On February 22nd 2023, during its annual results presentation, Wolters Kluwer, announced its largest restructure in 15 years. The €5.45-billion-revenue software and information solutions firm will bring together its financial global enterprise software businesses with corporate performance, risk, financial ESG and sustainability-related software assets into a new operating division.

The new division will be named 'Corporate Performance & ESG' and will combine four software products – Tagetik, Enablon, TeamMate and OneSumX – that all have a role to play in supporting customers' corporate performance, risk management, financial ESG and sustainability programmes. As the need to integrate ESG and sustainability decisions into core finance, accounting and risk processes rises to the top of CFO agendas, Wolters Kluwer will be ideally placed to support the rollout of new digital processes.

Successful sustainability strategies are a team sport. They require enhanced intra-organizational collaboration from the plant floor to the desk of the investor relations team. Wolters Kluwer is embracing this concept in the make-up of its new division, by aiming to create a unified reporting, risk and performance management workflow ecosystem. This will establish an auditable, single source of truth for sustainability data, which will feature increasingly in financial reports.

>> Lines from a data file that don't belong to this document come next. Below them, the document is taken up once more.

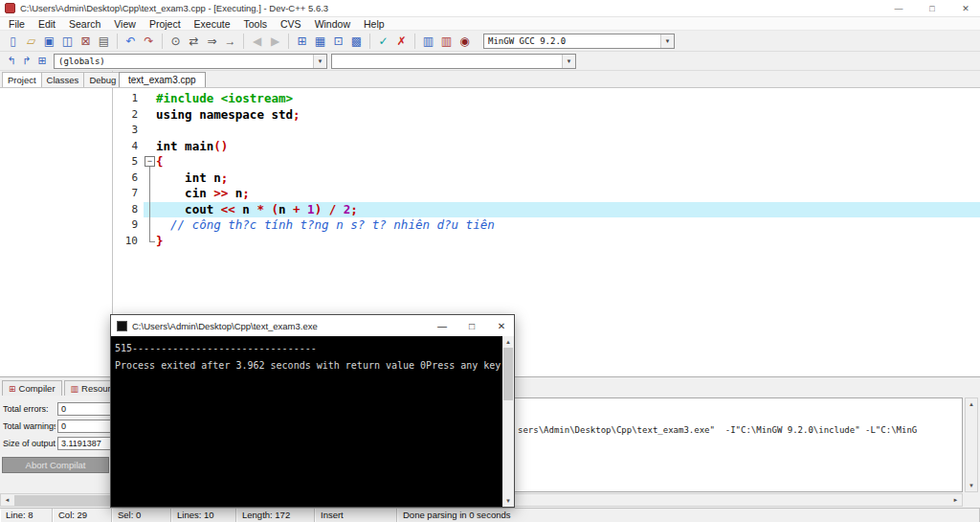  Describe the element at coordinates (230, 41) in the screenshot. I see `goto-line-icon: →` at that location.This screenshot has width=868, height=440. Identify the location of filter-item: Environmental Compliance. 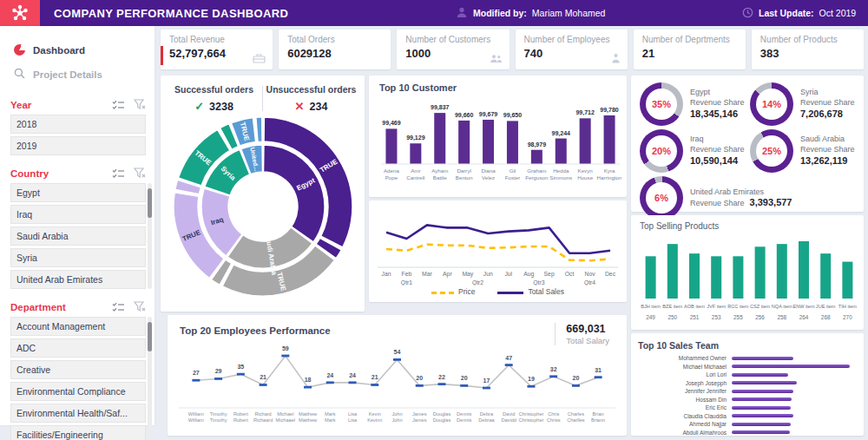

What are the key building blocks? Enablon – which has been recognized as a Leader in both the Verdantix Green Quadrant: EHS Software 2023 and Green Quadrant: Enterprise Carbon Management Software 2022 – houses much of the environmental and social data. Tagetik brings together financial and non-financial data for integrated reporting and decision-making, and TeamMate manages the audit and assurance processes that will be critical to comply with the EU’s new and highly complex Corporate Sustainability Reporting Directive (CSRD). Finally, OneSumX supports banks with climate risk and other ESG requirements, such as the Green Asset Ratio (GAR) and Banking Book Taxonomy Alignment Ratio (BTAR), which are particularly relevant considering the recent moves by major regulators like the ECB, EBA and US Federal Reserve.

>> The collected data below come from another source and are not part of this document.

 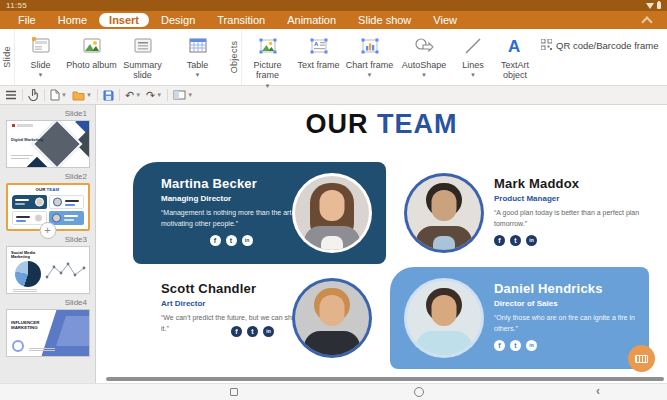 What do you see at coordinates (154, 96) in the screenshot?
I see `redo-button: ↷▼` at bounding box center [154, 96].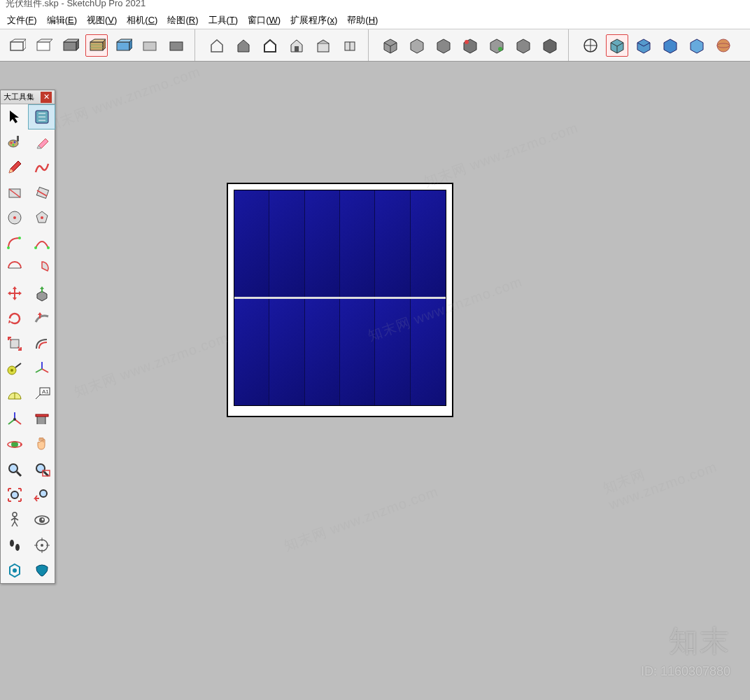 The height and width of the screenshot is (700, 750). Describe the element at coordinates (340, 300) in the screenshot. I see `model-solar-panel` at that location.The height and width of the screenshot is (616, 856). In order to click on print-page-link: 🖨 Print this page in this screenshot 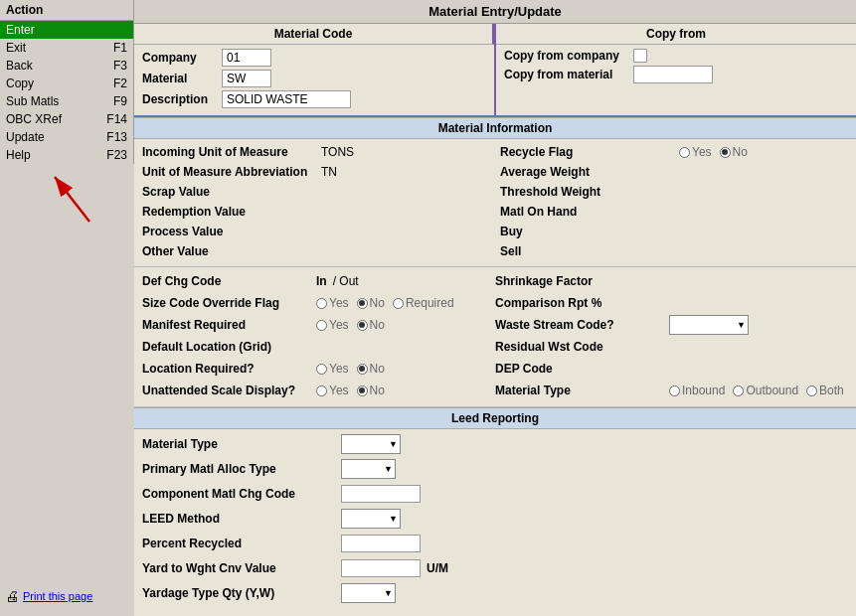, I will do `click(49, 596)`.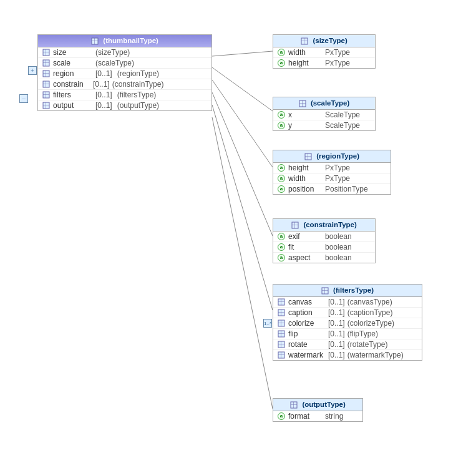 Image resolution: width=476 pixels, height=468 pixels. What do you see at coordinates (324, 247) in the screenshot?
I see `row-constraintype-fit: a fit boolean` at bounding box center [324, 247].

The Corporate Performance & ESG division will be the smallest but fastest growing area for the firm, containing 2,300 dedicated staff members and generating €600 million in revenue. The formation of this new division at Wolters Kluwer throws down the gauntlet to other large software providers that seek to compete in the burgeoning ESG digital solutions market. Aside from IBM and SAP, no other software vendors own both financial ESG software and operational EHS and sustainability solutions. Putting them in a single, focused division is a smart move, which should accelerate the potential for Wolters Kluwer to deliver integrated ESG digital solutions in 2023.

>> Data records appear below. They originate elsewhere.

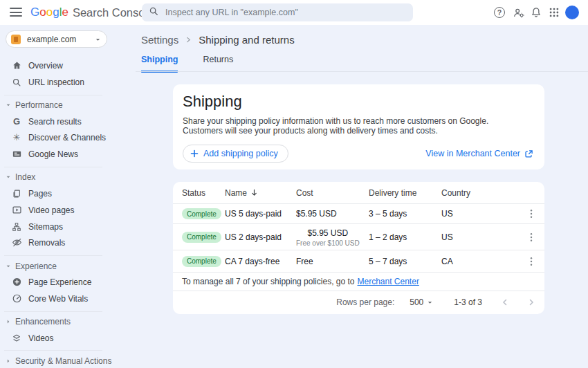  I want to click on column-name: Name, so click(241, 193).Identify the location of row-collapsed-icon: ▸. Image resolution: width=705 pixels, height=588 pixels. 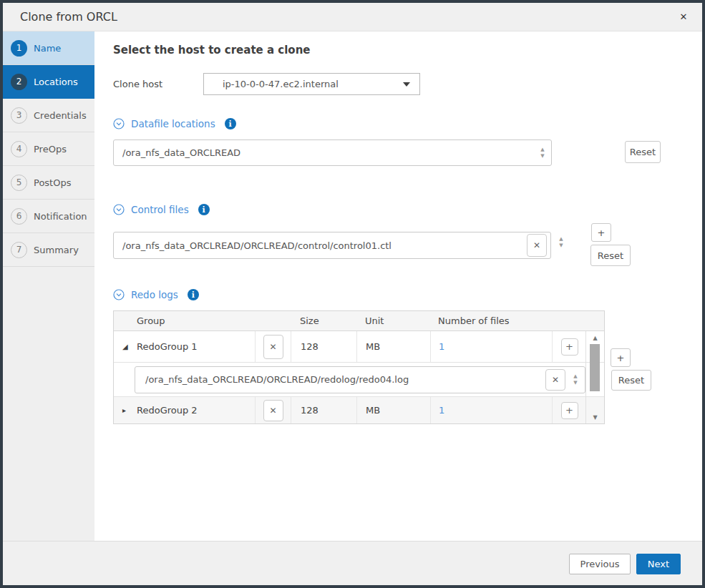
(126, 411).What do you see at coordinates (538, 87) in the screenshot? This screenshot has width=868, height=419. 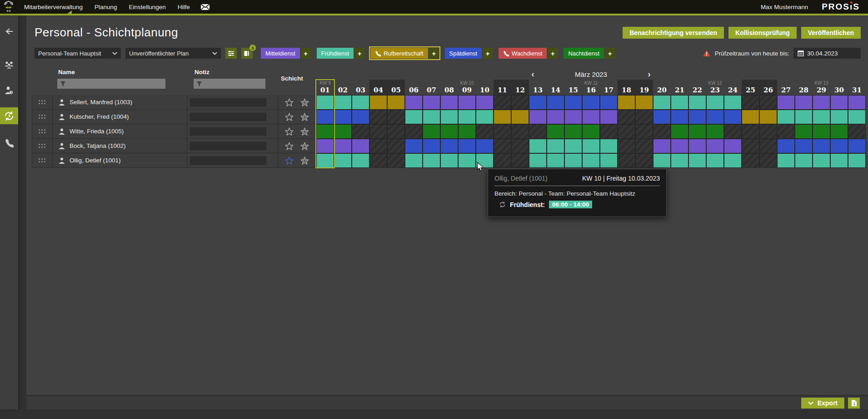 I see `day-header-13: 13` at bounding box center [538, 87].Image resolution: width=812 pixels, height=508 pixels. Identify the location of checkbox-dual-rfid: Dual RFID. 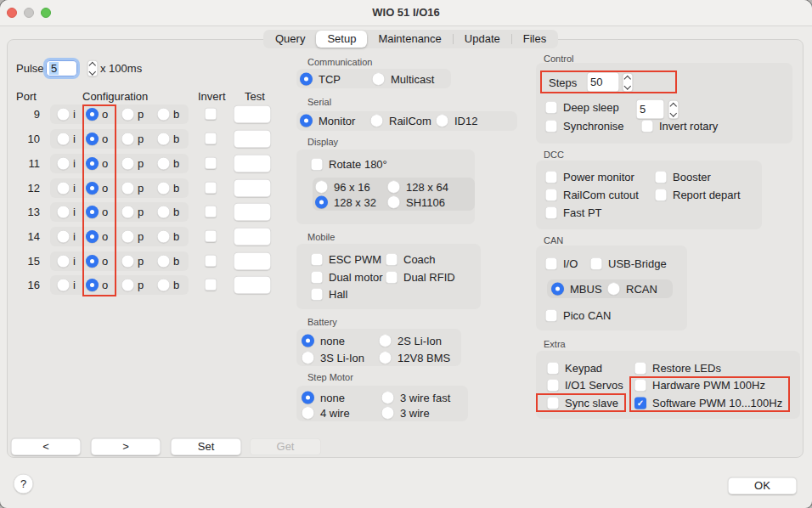
(420, 277).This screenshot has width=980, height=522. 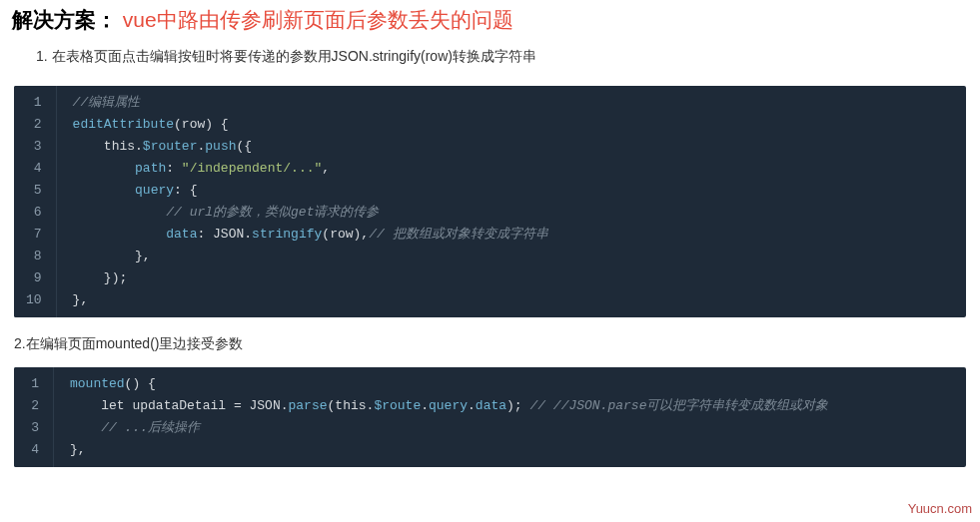 What do you see at coordinates (34, 191) in the screenshot?
I see `line-number: 5` at bounding box center [34, 191].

An important question raised by Wolters Kluwer’s reshuffle is the future of Governance, Risk and Compliance (GRC). The announcement saw the organization rename its GRC division to 'Financial and Corporate Compliance' – potentially signalling a shift away from GRC as a market concept, in favour of greater focus on financial services and corporate compliance solutions.

Luke Gowland

Senior Analyst

Luke is a Senior Analyst in the Verdantix ESG & Sustainability practice. His current research agenda focuses on the ESG reporting and data management landscape, as well as emerging technologies and market trends across industries. Prior to joining Verdantix, Luke worked at research and advisory firm GlobalData, producing ESG research reports for corporate clients. Luke holds an MSc in Sustainability and Management from the University of Bath.